Many of the stories in Dixon’s essays center the uncanny, what Freud defined as the condition of the familiar suddenly becoming strange or frightening. Dixon writes about being less afraid of blood and gore and more afraid of “reflections in computer screens or what could be possibly lurking in the everyday items I touched.” She offers readings of several movies that center this theme: Jordan Peele’s Us, taking on the classic uncanny situation of the double or doppelganger, along with The Truman Show, a movie about a man who turns out to be living in a movie. Artists have long grappled with the question that recent technology makes urgent: What is the real? How can we distinguish it from fantasy or art? What is the point at which digital life becomes as real, if not more real, than analog life? Does it matter?

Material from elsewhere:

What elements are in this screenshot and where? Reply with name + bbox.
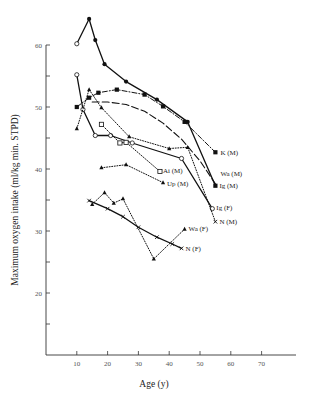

These questions have preoccupied Dixon since childhood. Her dad once reminded her that she’d often “ask if the world was real—that if we turned around, would the world behind us exist?” These days, we’re confronted with a constant influx of simulations of communication, fun, intimacy, activity, travel. But we’re not present: it’s like seeing the world after your death, or a world into which you were never born. This is one of the central questions of Dixon’s book: “I’ve been asking myself for months what it means to be disconnected and how even with the entirety of the world a few swipes away I feel this disconnect so keenly.” If, as Freud claimed, the familiar becomes strange because we repress it and then it returns, it makes sense that technology would disorient and empty us so intensely.

Dixon’s essay about a session in a sensory deprivation tank is one of the best in the collection. These are dark, human-sized pods full of extremely salty water that you pay to float in for a designated amount of time. One writer described his tank as looking like “a big clam.” It’s supposed to be relaxing, good for you, and kind of psychedelic. Dixon describes moving through momentary pleasure into panic, over-thinking, restlessness. It ends up being a pretty harrowing story about being addicted to communication: “In the tank, I long for the glowing comfort of my phone and the smooth ache of my thumb muscle stretching to tap the screen. There is so much fear.” I wonder what she’s scared of, which is the same as wondering what I’m scared of when I reach for my phone to avoid writing this review or imagine how many times you’ve checked your email reading it. Dixon has come to the tank to overcome this fear—the fear of intimacy? Of having a body? Of existing for a moment in time? Of dying?—while also longing to escape it. Loneliness is ambivalent. Sometimes it feels good and sometimes it feels awful. It makes sense that the kind of space travel our technology simulates is easier than an hour in a sensory deprivation tank. Our phones let us float in space while still feeling connected to all the earthlings back at home—free but never alone. Sometimes a stronger tether would be nice. When Dixon gets out of the tank, she turns her phone on immediately, still dripping wet and naked, basking in the glow of it, the ding of notifications.